At the end of your turn, you can place one card in a zone called the "arsenal," which is a way to stash a card for later. A card in the arsenal can't be pitched, but you can pick it up to play as an attack later.

Then you draw back up to your hand limit.

After the first round (and ONLY the first round), both players draw back up to their hand limits.

Play this game

Believe it or not, that's all you need to understand to start playing Flesh and Blood. It's a trading card game, so of course there are special card effects and special power combos, and cool class features that I haven't even hinted at here. You can get lost in the nuances of this game, if you want to, and build amazing decks with internal logic structures that defy rebuttal. There's no shortage of strategic potential in Flesh and Blood.

What's really cool about it is that there's also no mana screw, because there's no mana. Every card in your deck is worth resource points, so even if the trade-off is taking damage to keep cards in your hand, you never have to spend your turn with nothing to do. This is huge, and I wish I could go back in time and play Flesh and Blood with every person I've ever tried introducing to Magic The Gathering only to watch them haplessly spend half the game without enough mana to play. Flesh and Blood solves that problem.

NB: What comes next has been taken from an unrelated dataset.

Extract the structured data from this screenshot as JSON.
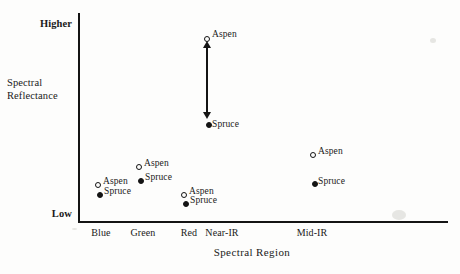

Every game of Flesh and Blood I've played (and I played at least twice a month for the past two years, and it's looking like it'll be the same this year) has been neck-and-neck in the end. Every battle is exciting, and down to strategies and risks decided upon by the player, not by the luck of the draw. I think Flesh and Blood is the game design that got the trading card game right, at last. It's got the lore, it's got the art, and it's got the game play that trading card games used to have. Play this game if you love trading card games.